Malaysia’s Anwar Ibrahim seeks to exploit youthful anger


Video shot at the demonstration by Bersih, which is Malay for “clean,” showed him gesturing to the crowd — leading the attorney general to charge that he had been encouraging demonstrators to breach a barricade and enter a square where public protests are banned.

Jeremy Grant, Washington Post

On the 14th floor of Malaysia’s Parliament building — a white, honeycombed 1960s box on the Kuala Lumpur skyline — Anwar Ibrahim speaks quietly for a man known domestically as a populist firebrand.

Talk of a general election in the next few months is in the air, on local blogs and even between the lines of the pro-government media, although Najib Razak, the prime minister, could wait until April.

“This will be a different election,” Malaysia’s opposition leader promises, dressed in a subdued blue suit and tie. “We are changing the entire political landscape of the country. I think a growing number, particularly the younger Malaysians, want Malaysia to evolve as a mature, vibrant democracy.”

What many younger Malaysians want was on vivid display two months ago, when tens of thousands of demonstrators turned out in central Kuala Lumpur for a rally organized by Bersih, an opposition-linked civil society group that advocates electoral reform.

The protest ended violently after demonstrators were dispersed by police using water cannons and tear gas.

It was a surprisingly strong showing of popular frustration that placed Anwar yet again in an uncomfortable spotlight, only months after his acquittal on sodomy charges — the latest chapter in a turbulent political career that has taken him from deputy prime minister and anointed leader-in-waiting in the late 1990s to prison, the formation of a political party and back into Parliament.

Video shot at the demonstration by Bersih, which is Malay for “clean,” showed him gesturing to the crowd — leading the attorney general to charge that he had been encouraging demonstrators to breach a barricade and enter a square where public protests are banned.

“Really flimsy,” Anwar says of the charge, repeating the gesture by rolling one hand over another. “Look at it clearly in the point of law, what is the evidence?”

Anwar’s supporters see this as another government-inspired ploy — just like the most recent sodomy charge — to keep him off the campaign trail.

The election will be close. It was at the hands of Anwar’s People’s Alliance that the ruling coalition, dominated by the United Malay National Organization, lost a two-thirds majority in Parliament in 2008 — a shock for a party that has ruled Malaysia since independence.

“The next election will be the most competitive in [the] history of Malaysia,” said Bridget Welsh, an expert in Malaysian affairs at Singapore Management University. “The opposition, while facing problems internally and its own trust deficit, has gained support by moving from problem-raising toward gaining experience at the state level in government offering more options for Malaysians.”

Now 65, Anwar acknowledges this is “probably” his last shot at becoming prime minister. He seems tired for a man facing his best shot yet of governing the country’s complex mix of 28 million Malays, Chinese and Indians.

“We present our manifesto, our policies and, of course, if I get a mandate, I continue. Otherwise, I think I’ll go back to teaching,” Anwar says.

Six years in jail on sodomy charges have taken their toll. Another cat-and-mouse game with Malaysia’s judiciary appears likely, thanks to his hand gestures at the Bersih rally. On Monday, a judge set a date in September for hearing an application by Anwar’s attorneys to dismiss the charge.

Yet he perks up when asked to rate the Najib administration’s record.

Two years ago, the prime minister rolled out a vast “economic transformation program” to more than double per capita income to $15,000 by 2020. The ruling coalition says it has created more than 3.3 million jobs and has been running a billboard campaign for multiethnic cooperation known as “1Malaysia.”

“You talk about ‘1Malaysia,’ but the race divide now is worse than before,” says Anwar. “Who would question the whole spirit of Malaysia? We don’t. But the action [of the government] is something else.”

Anwar’s supporters say he is one of the few whose agenda can pull together the country’s ethnic patchwork. Yet critics say his challenge in power would be holding together his coalition of the ethnic Chinese Democratic Action Party, his own People’s Justice Party and the Pan-Malaysian Islamic Party.

“This is not a coalition based on just flimsy deals,” he insists. “We actually crafted clear policies. There may be some minor issues that we could argue on, even within one party or one race. But with the substantive issues, no.”

As he leaves his office, the opposition’s best hope for power seems more energized. But the fact that his office is devoid of any decoration — and that his desk is empty — reveals how pressured he remains.

“We don’t keep papers here because there’s no security here as far as we are concerned. I don’t leave anything here. It’s not good,” Anwar says, quietly again. “But then, that’s how we have to survive.”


Word for word, set down the records and skip each picture.

(Figure content listings)
<<<<
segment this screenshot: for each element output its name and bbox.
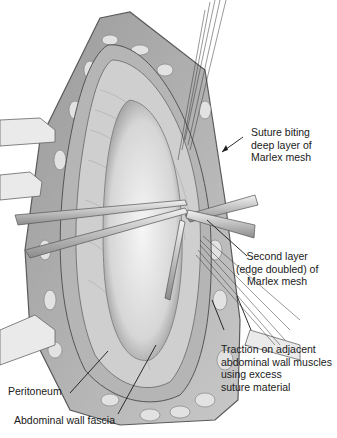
label-line: (edge doubled) of — [236, 263, 318, 276]
label-line: suture material — [221, 381, 332, 394]
label-peritoneum: Peritoneum — [8, 385, 62, 398]
label-second-layer: Second layer (edge doubled) of Marlex me… — [236, 250, 318, 288]
label-line: Peritoneum — [8, 385, 62, 398]
label-line: abdominal wall muscles — [221, 356, 332, 369]
label-line: Marlex mesh — [251, 151, 312, 164]
label-line: Marlex mesh — [236, 275, 318, 288]
label-traction: Traction on adjacent abdominal wall musc… — [221, 343, 332, 393]
label-line: Traction on adjacent — [221, 343, 332, 356]
label-line: Second layer — [236, 250, 318, 263]
label-line: Suture biting — [251, 126, 312, 139]
label-line: deep layer of — [251, 139, 312, 152]
label-abdominal-wall-fascia: Abdominal wall fascia — [14, 414, 115, 427]
label-suture-biting: Suture biting deep layer of Marlex mesh — [251, 126, 312, 164]
label-line: using excess — [221, 368, 332, 381]
label-line: Abdominal wall fascia — [14, 414, 115, 427]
>>>>
=== Expected output ===
segment this screenshot: for each element output its name and bbox.
label-line: (edge doubled) of — [236, 263, 318, 276]
label-line: suture material — [221, 381, 332, 394]
label-peritoneum: Peritoneum — [8, 385, 62, 398]
label-second-layer: Second layer (edge doubled) of Marlex me… — [236, 250, 318, 288]
label-line: Peritoneum — [8, 385, 62, 398]
label-line: abdominal wall muscles — [221, 356, 332, 369]
label-line: Marlex mesh — [251, 151, 312, 164]
label-line: Marlex mesh — [236, 275, 318, 288]
label-traction: Traction on adjacent abdominal wall musc… — [221, 343, 332, 393]
label-line: Traction on adjacent — [221, 343, 332, 356]
label-line: Second layer — [236, 250, 318, 263]
label-line: Suture biting — [251, 126, 312, 139]
label-line: deep layer of — [251, 139, 312, 152]
label-abdominal-wall-fascia: Abdominal wall fascia — [14, 414, 115, 427]
label-suture-biting: Suture biting deep layer of Marlex mesh — [251, 126, 312, 164]
label-line: using excess — [221, 368, 332, 381]
label-line: Abdominal wall fascia — [14, 414, 115, 427]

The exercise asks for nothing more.